Supplied data >>
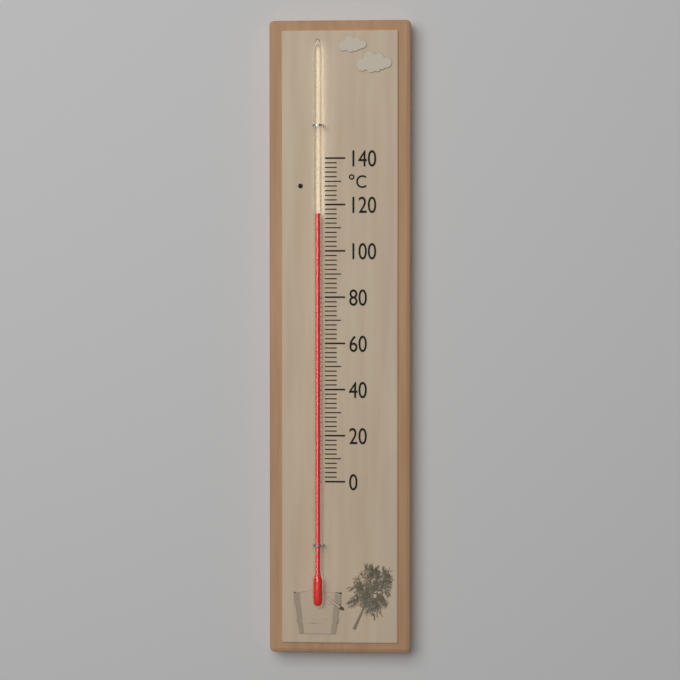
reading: 116 °C
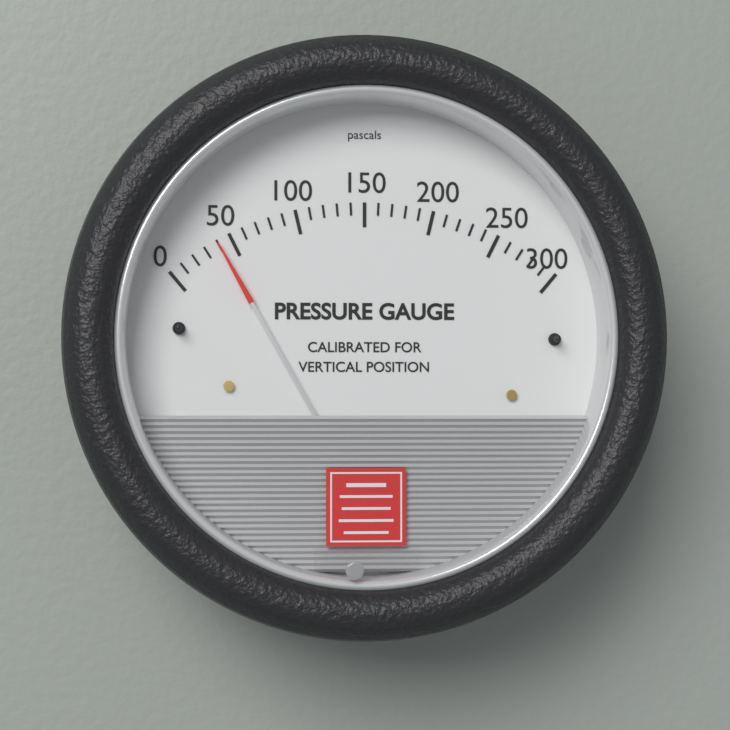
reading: 40 Pa
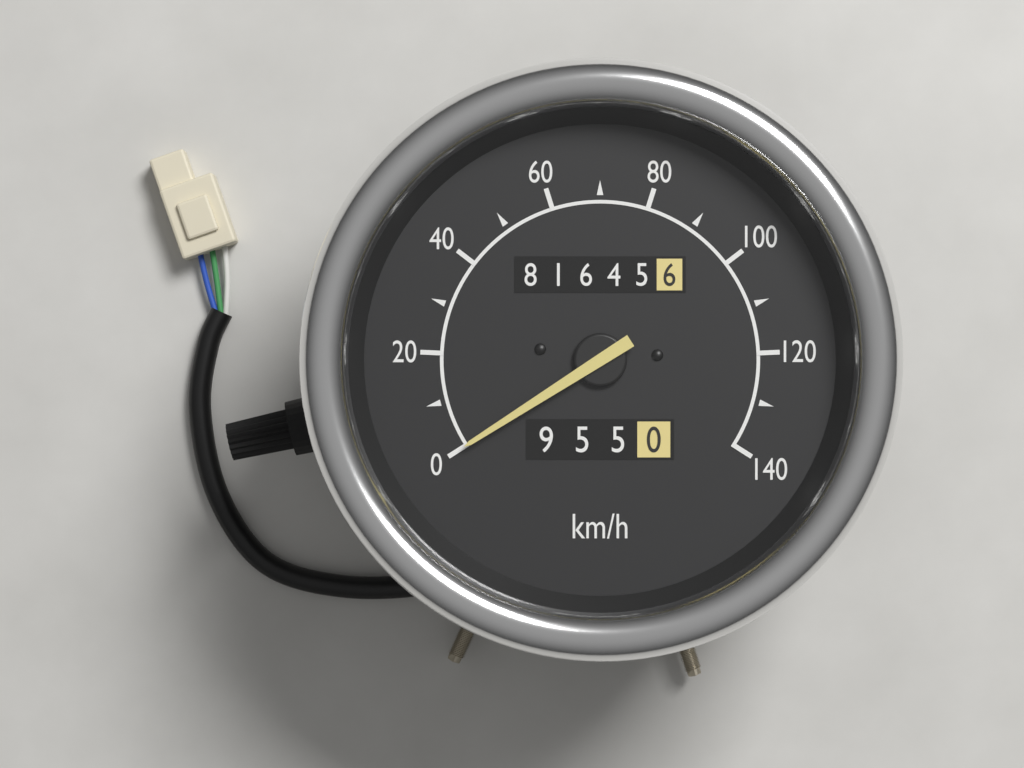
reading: 0 km/h
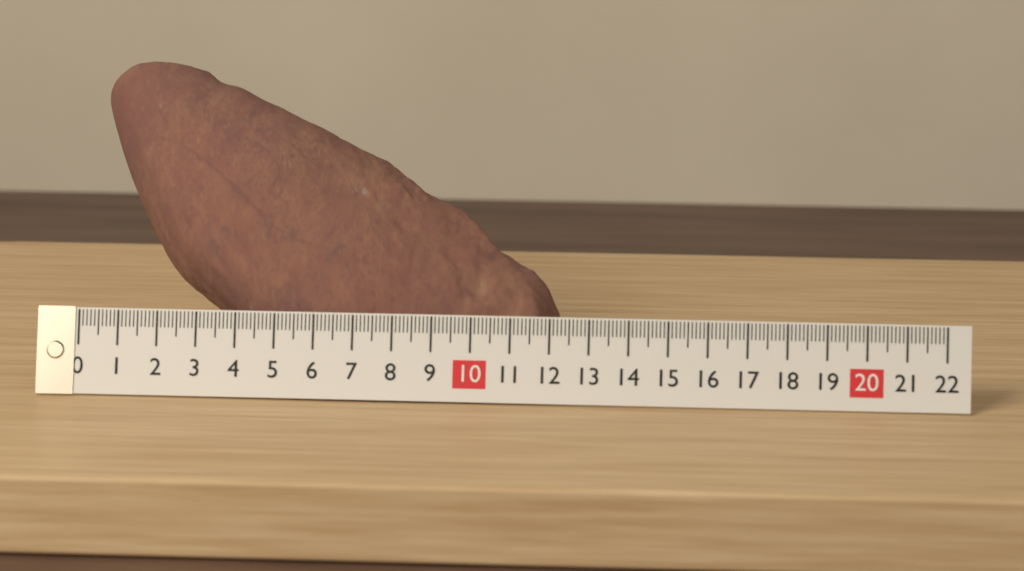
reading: 12.1 (no unit)
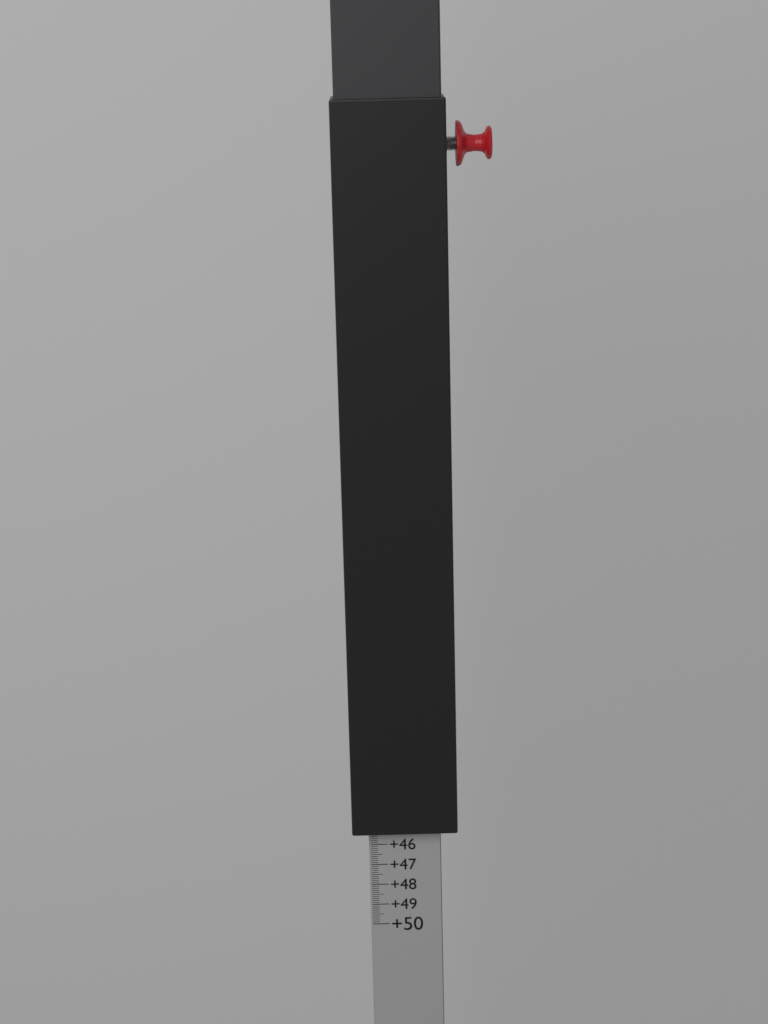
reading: 45.3 (no unit)
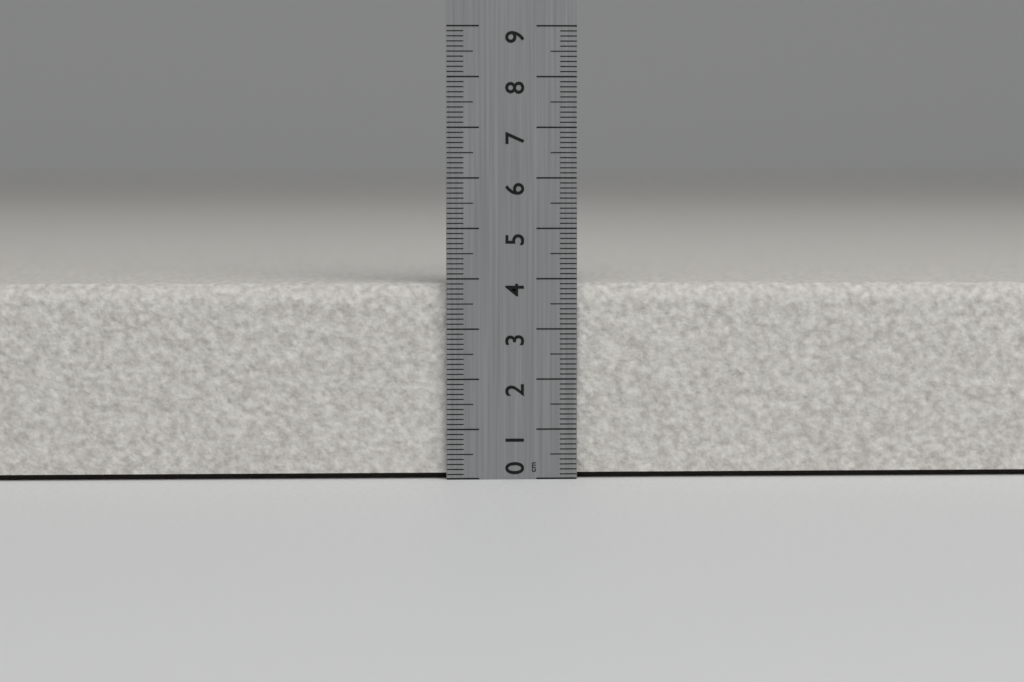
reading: 3.9 cm
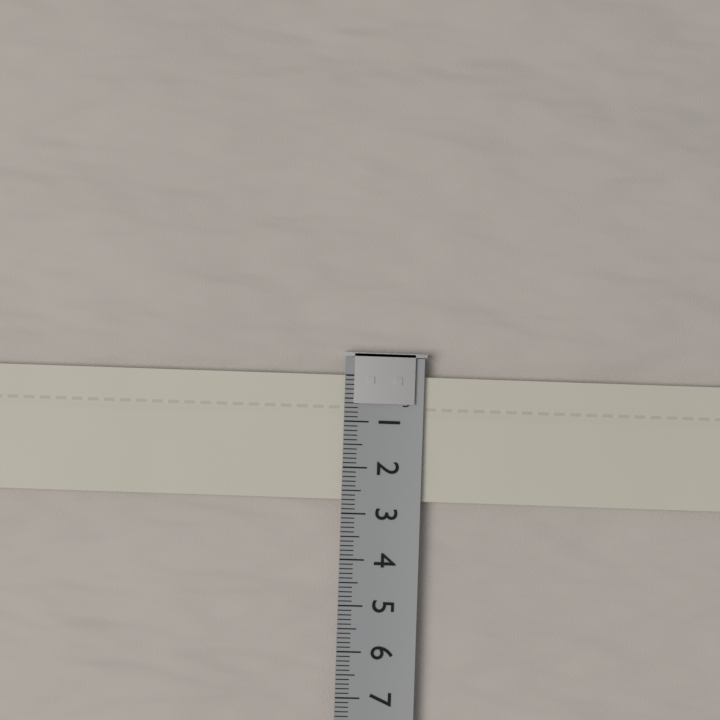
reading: 2.7 cm
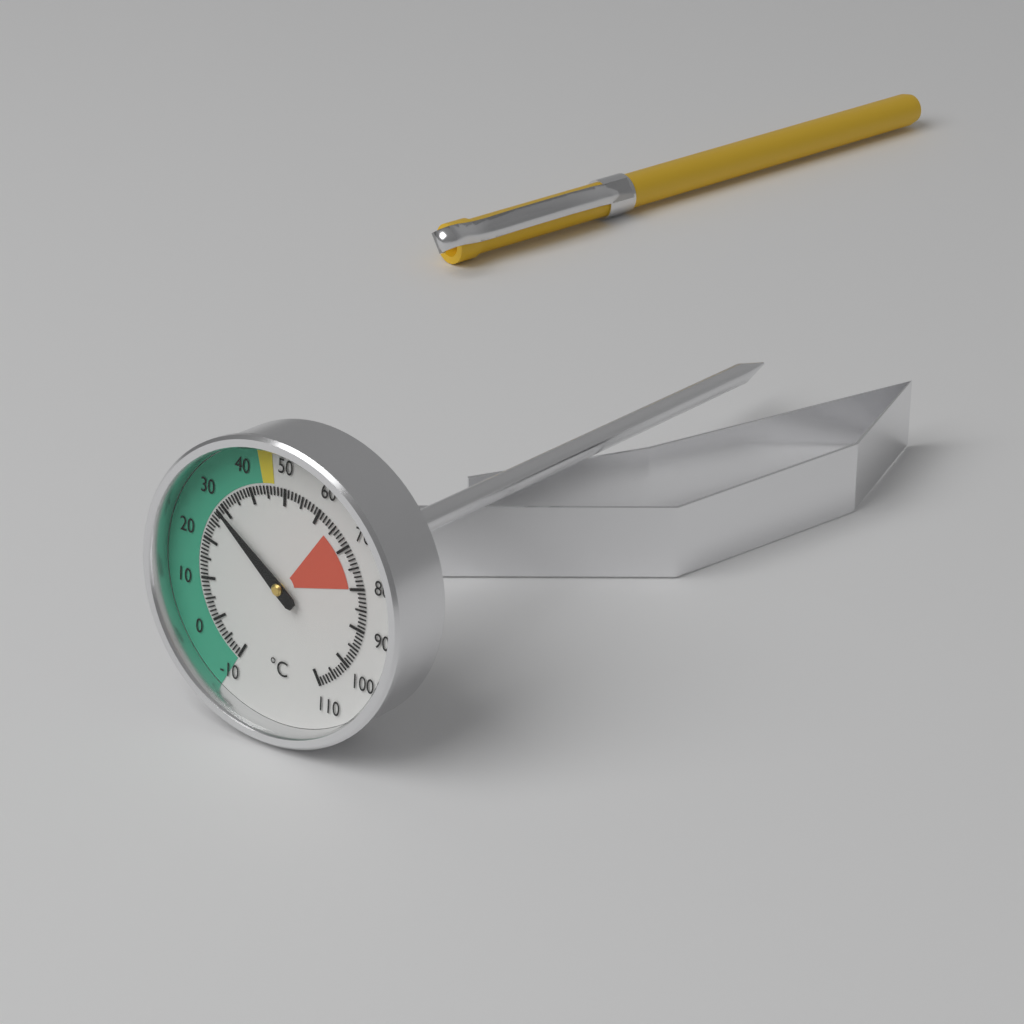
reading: 29 °C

Description of the task >> An acceptable answer consists of the lines above from the one holding "reading: 40 Pa" to the end of the data, repeated exactly and containing no pictures.

Result of the exercise >>
reading: 40 Pa
reading: 0 km/h
reading: 12.1 (no unit)
reading: 45.3 (no unit)
reading: 3.9 cm
reading: 2.7 cm
reading: 29 °C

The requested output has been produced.